And This is Love... Tie-Dye Style
- Daniel W. Shegrud

- Jul 19, 2025
- 1 min read
I'm at the miniature speed boat races in Old Town, Idaho. In a corner of the parking lot are a handful of vendors selling food, books, pocketknives, and tie-dye shirts. Hundreds of people have walked past those shirts, looking at them touching them, admiring them. One lady in particular did more.
Walking past the shirt display with her husband and two leashed dogs, one of them lifts a leg

and pees on the shirts. The lady didn't even hesitate. Handing her leash to her husband, she directed him to get the dogs away and she started going through the rack. She smelled and felt every shirt until she located the two anointed ones. Taking them off the rack, she walked into the tent and bought them both. She didn't ask for understanding or hand the shirts over for the dealer to mess with. She just bought them.
She was in the vendor area to buy lunch, not two tie-dye shirts. She could have walked away, pretending it never happened.

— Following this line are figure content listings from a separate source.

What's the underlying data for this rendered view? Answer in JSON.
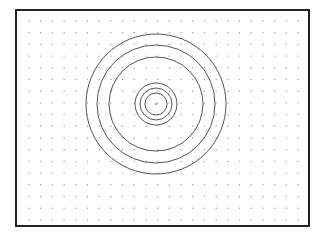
{
  "diagram": {
    "frame": {
      "x": 16,
      "y": 10,
      "width": 293,
      "height": 216,
      "stroke": "#222222",
      "stroke_width": 2
    },
    "grid": {
      "x0": 29,
      "y0": 21,
      "dx": 11.7,
      "dy": 11.7,
      "cols": 24,
      "rows": 18,
      "dot_color": "#999999",
      "dot_radius": 0.7
    },
    "center": {
      "x": 156,
      "y": 104
    },
    "circles": [
      {
        "r": 70
      },
      {
        "r": 59
      },
      {
        "r": 47
      },
      {
        "r": 21
      },
      {
        "r": 16
      },
      {
        "r": 11
      }
    ],
    "circle_stroke": "#555555",
    "center_dot": true
  }
}
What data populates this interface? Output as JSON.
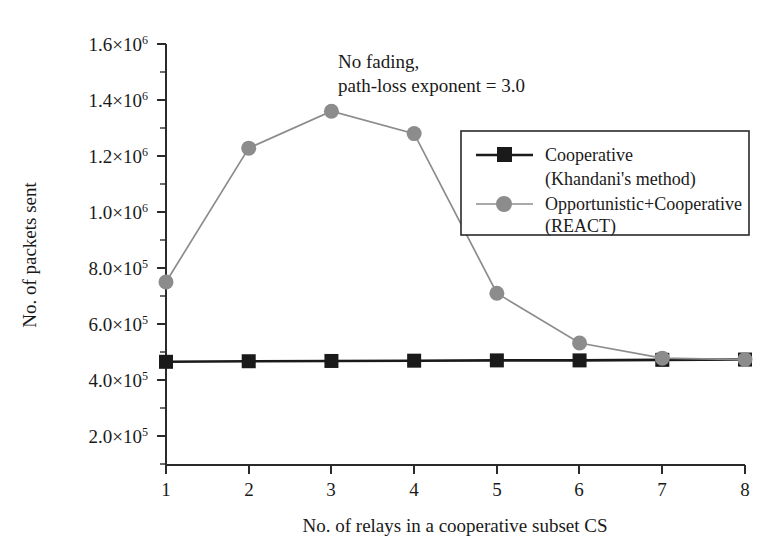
{
  "chart_data": {
    "type": "line",
    "title": "",
    "xlabel": "No. of relays in a cooperative subset CS",
    "ylabel": "No. of packets sent",
    "x": [
      1,
      2,
      3,
      4,
      5,
      6,
      7,
      8
    ],
    "xticklabels": [
      "1",
      "2",
      "3",
      "4",
      "5",
      "6",
      "7",
      "8"
    ],
    "xlim": [
      0.7,
      8.3
    ],
    "ylim": [
      100000,
      1600000
    ],
    "yticks": [
      200000,
      400000,
      600000,
      800000,
      1000000,
      1200000,
      1400000,
      1600000
    ],
    "yticklabels": [
      {
        "mantissa": "2.0×10",
        "exponent": "5"
      },
      {
        "mantissa": "4.0×10",
        "exponent": "5"
      },
      {
        "mantissa": "6.0×10",
        "exponent": "5"
      },
      {
        "mantissa": "8.0×10",
        "exponent": "5"
      },
      {
        "mantissa": "1.0×10",
        "exponent": "6"
      },
      {
        "mantissa": "1.2×10",
        "exponent": "6"
      },
      {
        "mantissa": "1.4×10",
        "exponent": "6"
      },
      {
        "mantissa": "1.6×10",
        "exponent": "6"
      }
    ],
    "grid": false,
    "legend_position": "upper right",
    "series": [
      {
        "name": "Cooperative\n(Khandani's method)",
        "label_line1": "Cooperative",
        "label_line2": "(Khandani's method)",
        "marker": "square",
        "color": "#1a1a1a",
        "values": [
          465000,
          467000,
          468000,
          469000,
          470000,
          470000,
          472000,
          473000
        ]
      },
      {
        "name": "Opportunistic+Cooperative\n(REACT)",
        "label_line1": "Opportunistic+Cooperative",
        "label_line2": "(REACT)",
        "marker": "circle",
        "color": "#8c8c8c",
        "values": [
          750000,
          1228000,
          1360000,
          1280000,
          710000,
          532000,
          478000,
          473000
        ]
      }
    ],
    "annotations": [
      {
        "line1": "No fading,",
        "line2": "path-loss exponent = 3.0"
      }
    ]
  },
  "colors": {
    "axis": "#2a2a2a",
    "series_black": "#1a1a1a",
    "series_gray": "#8c8c8c",
    "background": "#ffffff"
  }
}
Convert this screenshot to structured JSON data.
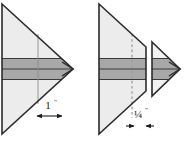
{
  "figure": {
    "type": "technical-line-diagram",
    "canvas": {
      "width": 187,
      "height": 145
    },
    "background_color": "#ffffff"
  },
  "palette": {
    "paper_white": "#ffffff",
    "body_fill": "#ececec",
    "body_fill_light": "#f2f2f2",
    "band_fill": "#a8a8a8",
    "band_fill_dark": "#9a9a9a",
    "outline": "#2b2b2b",
    "rule_line": "#3a3a3a",
    "thin_line": "#8c8c8c",
    "dashed_line": "#9e9e9e",
    "text": "#1a1a1a"
  },
  "panels": [
    {
      "id": "left-panel",
      "name": "unsplit-point",
      "shape": "left-pointing-triangle-rotated-right",
      "description": "Solid triangular point with horizontal core band running to the tip",
      "apex_position": "right",
      "has_vertical_cut": false,
      "guide_line": {
        "orientation": "vertical",
        "style": "thin-solid",
        "purpose": "marks the 1 inch setback from the tip"
      },
      "dimension": {
        "name": "setback-dimension",
        "value": "1",
        "unit_symbol": "\"",
        "display": "1\"",
        "arrow_style": "double-headed-outward",
        "placement": "below-figure"
      }
    },
    {
      "id": "right-panel",
      "name": "split-point",
      "shape": "left-pointing-triangle-rotated-right",
      "description": "Same triangular point cut vertically; the tip section is shifted right leaving a gap",
      "apex_position": "right",
      "has_vertical_cut": true,
      "cut_line": {
        "orientation": "vertical",
        "style": "solid",
        "purpose": "cut edge of the main body"
      },
      "guide_line": {
        "orientation": "vertical",
        "style": "dashed",
        "purpose": "original position reference line"
      },
      "tip_piece": {
        "name": "detached-tip",
        "offset_direction": "right",
        "retains_band": true
      },
      "dimension": {
        "name": "gap-dimension",
        "value": "¼",
        "unit_symbol": "\"",
        "display": "¼\"",
        "arrow_style": "double-headed-inward",
        "placement": "below-figure"
      }
    }
  ],
  "core_band": {
    "name": "horizontal-core-band",
    "orientation": "horizontal",
    "fill_color": "#a8a8a8",
    "rule_count": 3,
    "terminates_in_arrow_tip": true,
    "description": "Banded core layer running horizontally through the full width of each point, ending in a small arrow tip"
  }
}
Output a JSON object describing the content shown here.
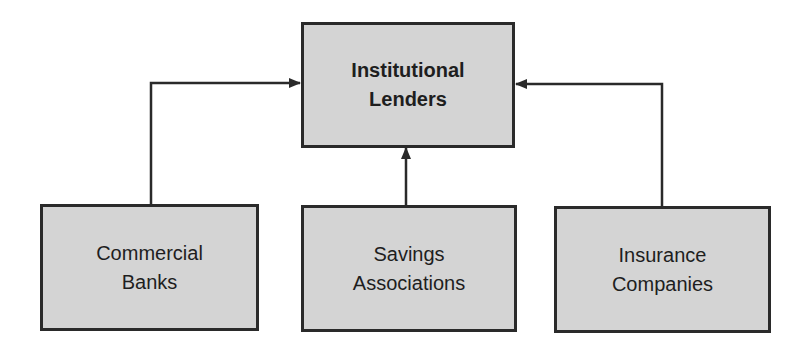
{
  "diagram": {
    "type": "hierarchy",
    "colors": {
      "box_fill": "#d4d4d4",
      "box_border": "#2a2a2a",
      "line": "#2a2a2a",
      "text": "#1e1e1e",
      "background": "#ffffff"
    },
    "top_node": {
      "label": "Institutional\nLenders"
    },
    "child_nodes": [
      {
        "label": "Commercial\nBanks"
      },
      {
        "label": "Savings\nAssociations"
      },
      {
        "label": "Insurance\nCompanies"
      }
    ],
    "edges": [
      {
        "from": "Commercial Banks",
        "to": "Institutional Lenders"
      },
      {
        "from": "Savings Associations",
        "to": "Institutional Lenders"
      },
      {
        "from": "Insurance Companies",
        "to": "Institutional Lenders"
      }
    ]
  }
}
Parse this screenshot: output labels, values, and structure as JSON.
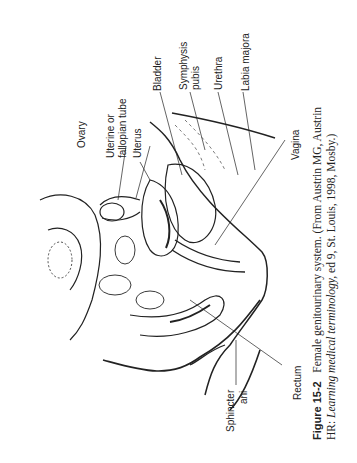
{
  "labels": {
    "ovary": "Ovary",
    "uterine_tube_1": "Uterine or",
    "uterine_tube_2": "fallopian tube",
    "uterus": "Uterus",
    "bladder": "Bladder",
    "symphysis_1": "Symphysis",
    "symphysis_2": "pubis",
    "urethra": "Urethra",
    "labia": "Labia majora",
    "vagina": "Vagina",
    "rectum": "Rectum",
    "sphincter_1": "Sphincter",
    "sphincter_2": "ani"
  },
  "caption": {
    "figure": "Figure 15-2",
    "line1_text": "Female genitourinary system. (From Austrin MG, Austrin",
    "line2_prefix": "HR: ",
    "line2_italic": "Learning medical terminology,",
    "line2_suffix": " ed 9, St. Louis, 1998, Mosby.)"
  }
}
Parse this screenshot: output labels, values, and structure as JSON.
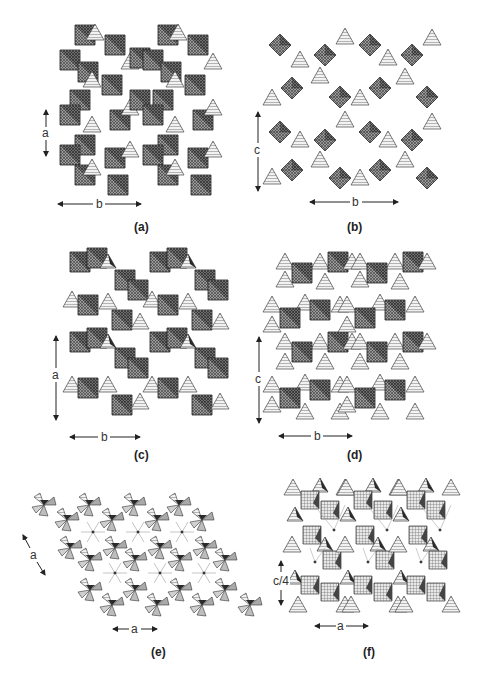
{
  "figure": {
    "panels": [
      {
        "id": "a",
        "label": "(a)",
        "axes": [
          {
            "name": "a",
            "orientation": "vertical"
          },
          {
            "name": "b",
            "orientation": "horizontal"
          }
        ],
        "style": "dense dark crosshatched octahedra with light hatched tetrahedra"
      },
      {
        "id": "b",
        "label": "(b)",
        "axes": [
          {
            "name": "c",
            "orientation": "vertical"
          },
          {
            "name": "b",
            "orientation": "horizontal"
          }
        ],
        "style": "isolated crosshatched octahedra linked by hatched triangular tetrahedra"
      },
      {
        "id": "c",
        "label": "(c)",
        "axes": [
          {
            "name": "a",
            "orientation": "vertical"
          },
          {
            "name": "b",
            "orientation": "horizontal"
          }
        ],
        "style": "zig-zag chains of crosshatched octahedra with hatched tetrahedra"
      },
      {
        "id": "d",
        "label": "(d)",
        "axes": [
          {
            "name": "c",
            "orientation": "vertical"
          },
          {
            "name": "b",
            "orientation": "horizontal"
          }
        ],
        "style": "octahedra with dark shaded faces surrounded by light tetrahedra"
      },
      {
        "id": "e",
        "label": "(e)",
        "axes": [
          {
            "name": "a",
            "orientation": "diagonal"
          },
          {
            "name": "a",
            "orientation": "horizontal"
          }
        ],
        "style": "hexagonal framework of pinwheel tetrahedral clusters"
      },
      {
        "id": "f",
        "label": "(f)",
        "axes": [
          {
            "name": "c/4",
            "orientation": "vertical"
          },
          {
            "name": "a",
            "orientation": "horizontal"
          }
        ],
        "style": "layered framework with square-grid polyhedra and central atoms"
      }
    ]
  },
  "colors": {
    "background": "#ffffff",
    "octahedron_fill": "#8a8a8a",
    "tetrahedron_fill": "#d8d8d8",
    "dark_face": "#2a2a2a",
    "line": "#222222"
  }
}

She could have justified such behavior by telling herself no one saw it happen (except for me, but she didn't know that.) Instead, knowing the dealer would lose money if they had to be tossed or that someone might buy them in all innocence and then feel cheated, she did the proper and loving thing by assuming responsibility for her dogs and purchasing both shirts.
That lady was a hero in my book because, though she had no idea I was watching, she demonstrated to me what love is at a public market.